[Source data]
============

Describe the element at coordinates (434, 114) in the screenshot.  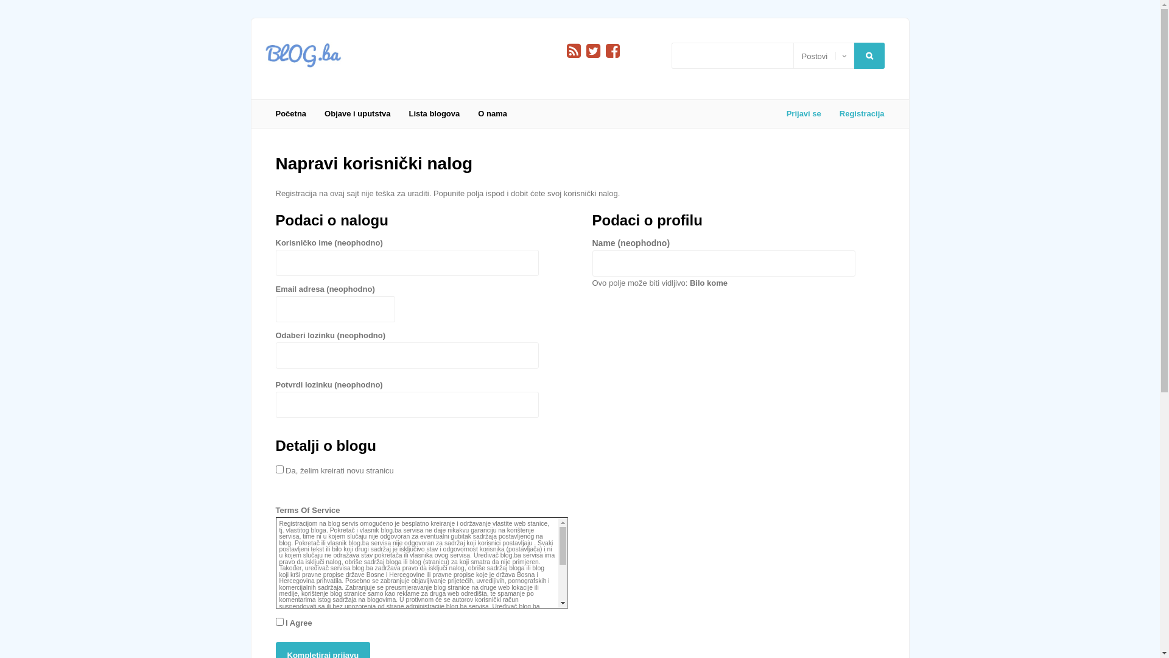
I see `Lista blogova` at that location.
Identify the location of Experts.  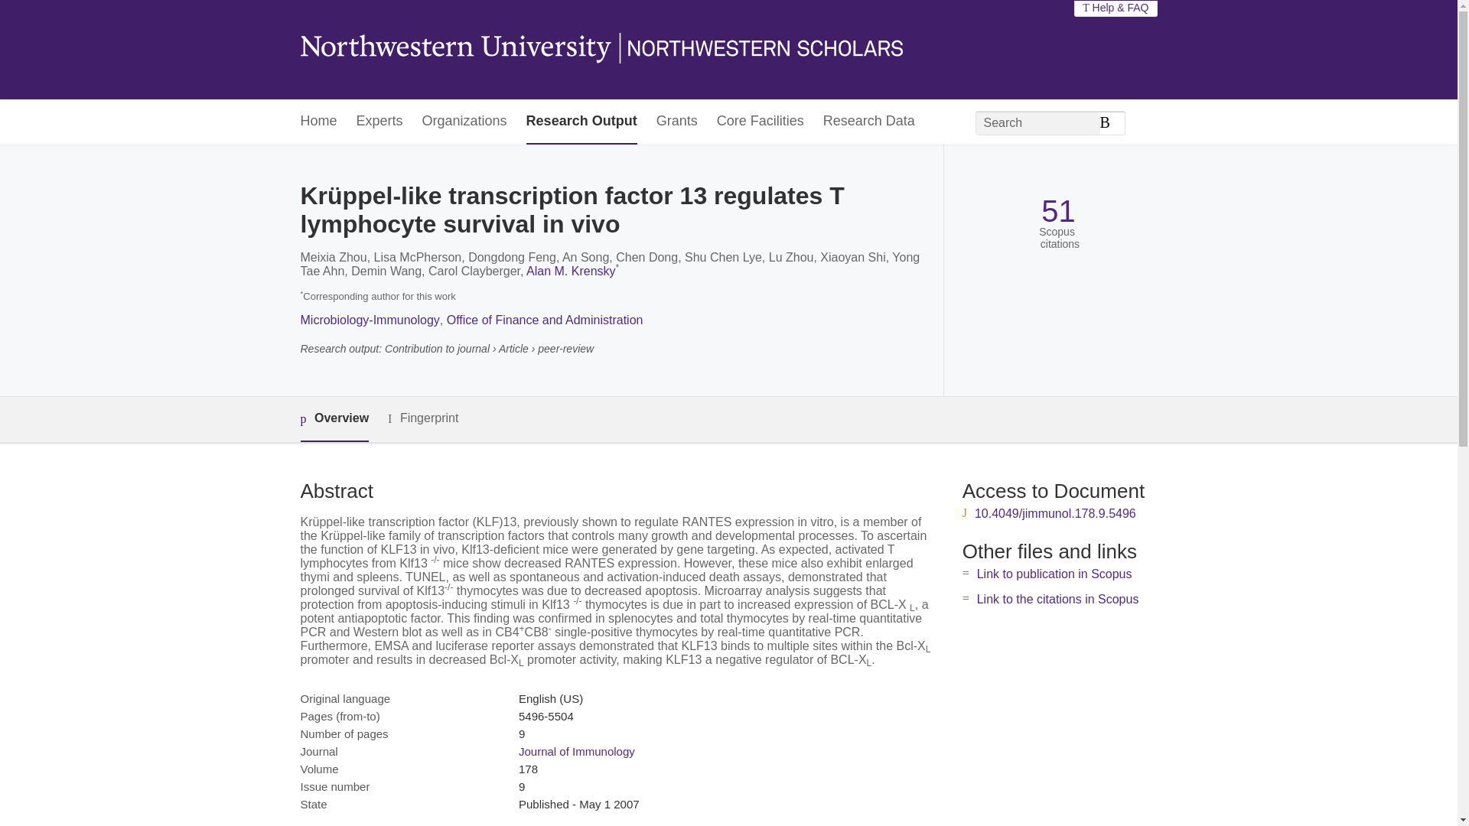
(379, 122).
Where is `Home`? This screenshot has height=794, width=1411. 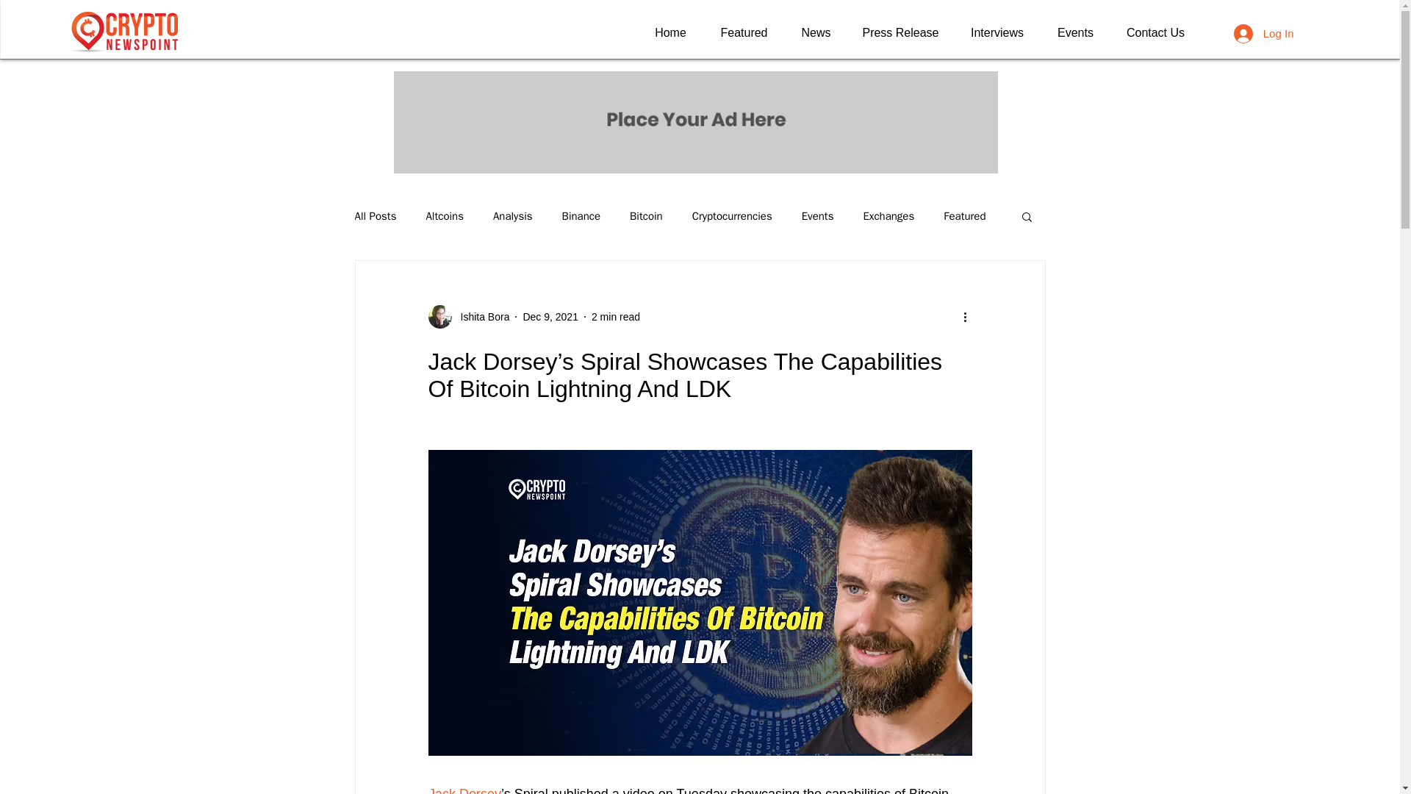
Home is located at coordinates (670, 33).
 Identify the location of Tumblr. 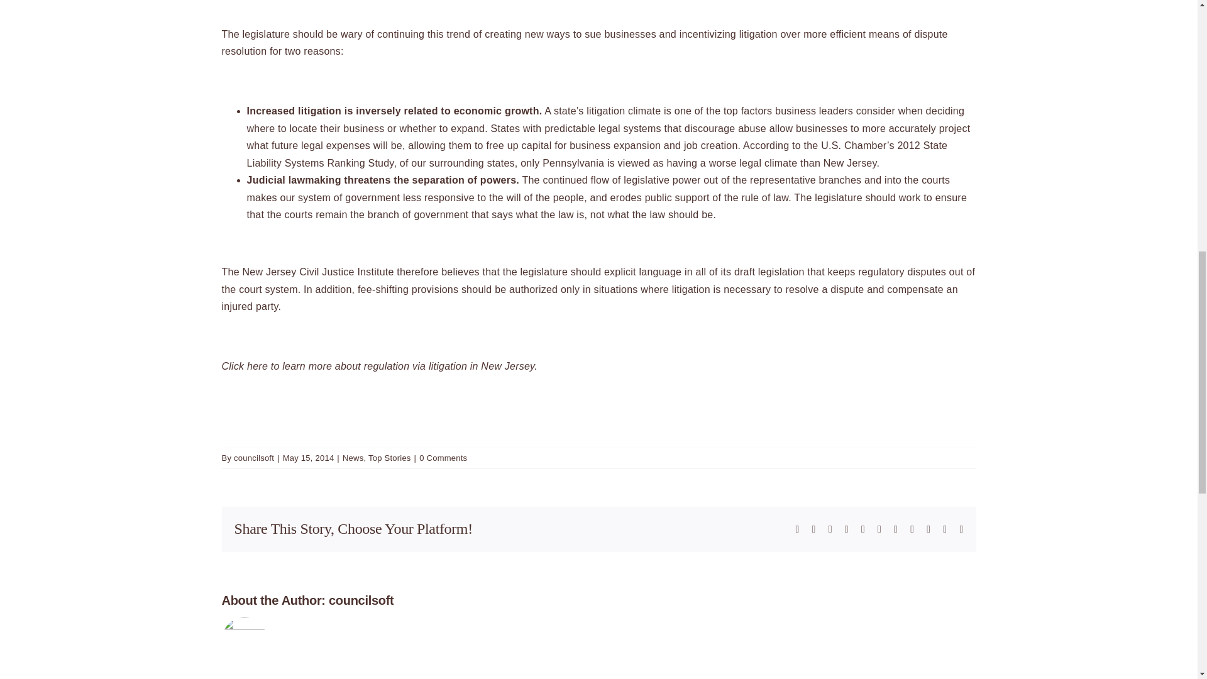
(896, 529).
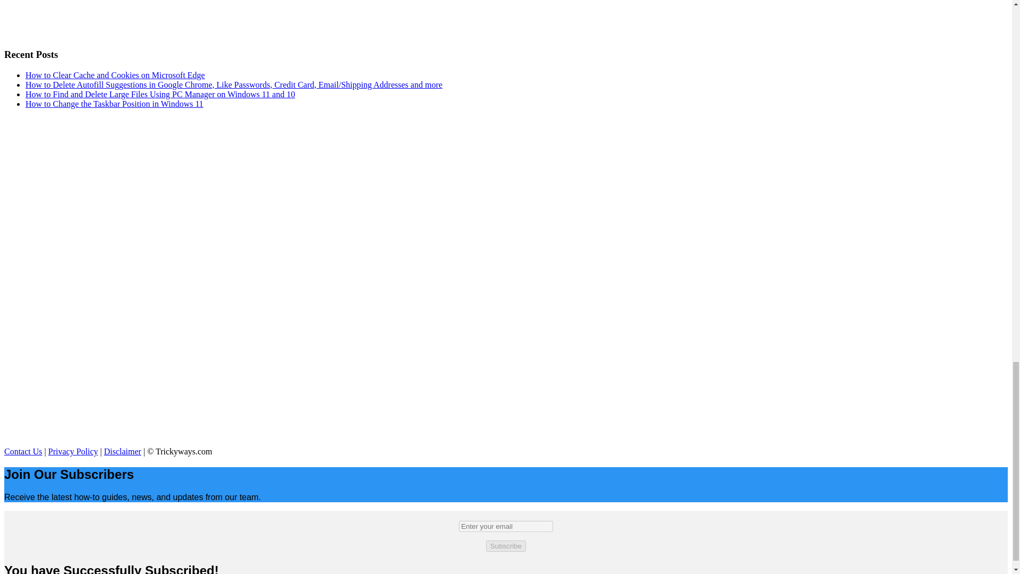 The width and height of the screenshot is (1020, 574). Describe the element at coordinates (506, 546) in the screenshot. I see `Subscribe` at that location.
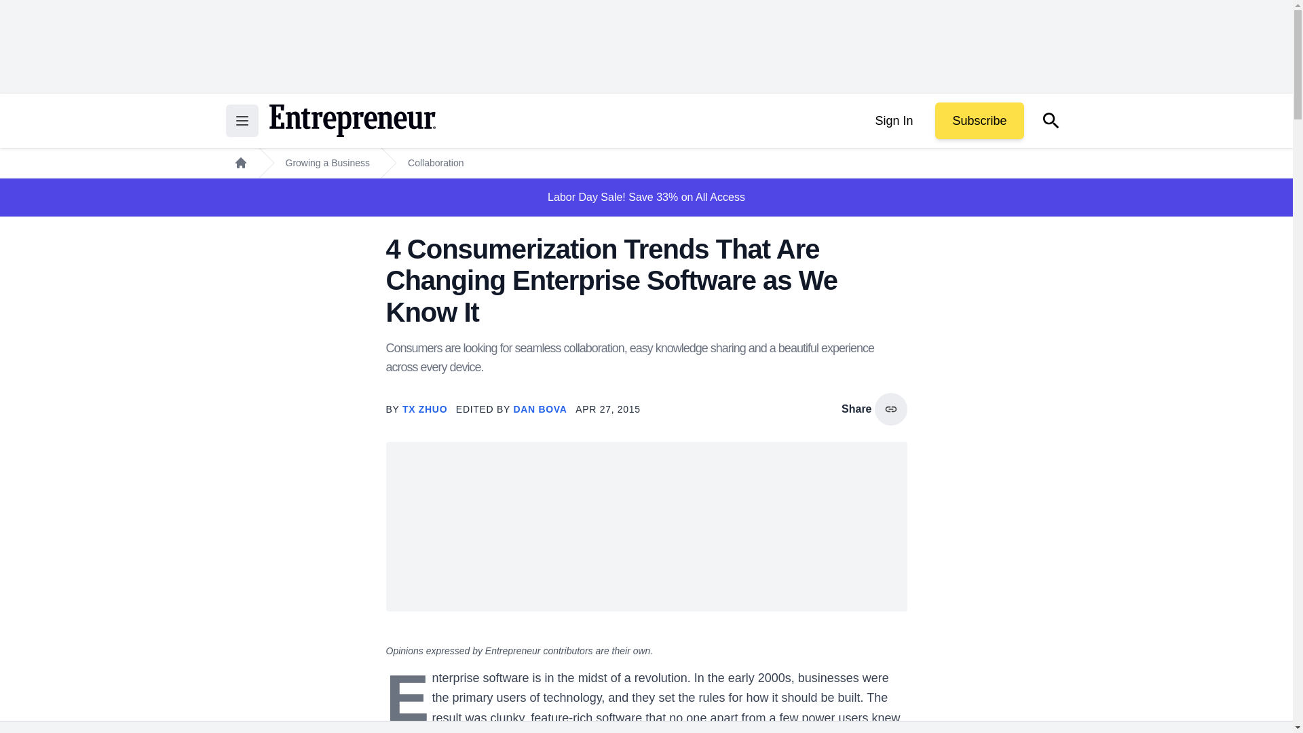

============

What to work on: Your answer must contain the full data, repeated exactly, without pictures.

Written answer:
Describe the element at coordinates (434, 114) in the screenshot.  
I see `Lista blogova` at that location.
Identify the location of Experts.  
(379, 122).
Where is `Home`? This screenshot has height=794, width=1411. 
Home is located at coordinates (670, 33).
 Identify the location of Tumblr. 
(896, 529).
 The width and height of the screenshot is (1020, 574). Describe the element at coordinates (506, 546) in the screenshot. I see `Subscribe` at that location.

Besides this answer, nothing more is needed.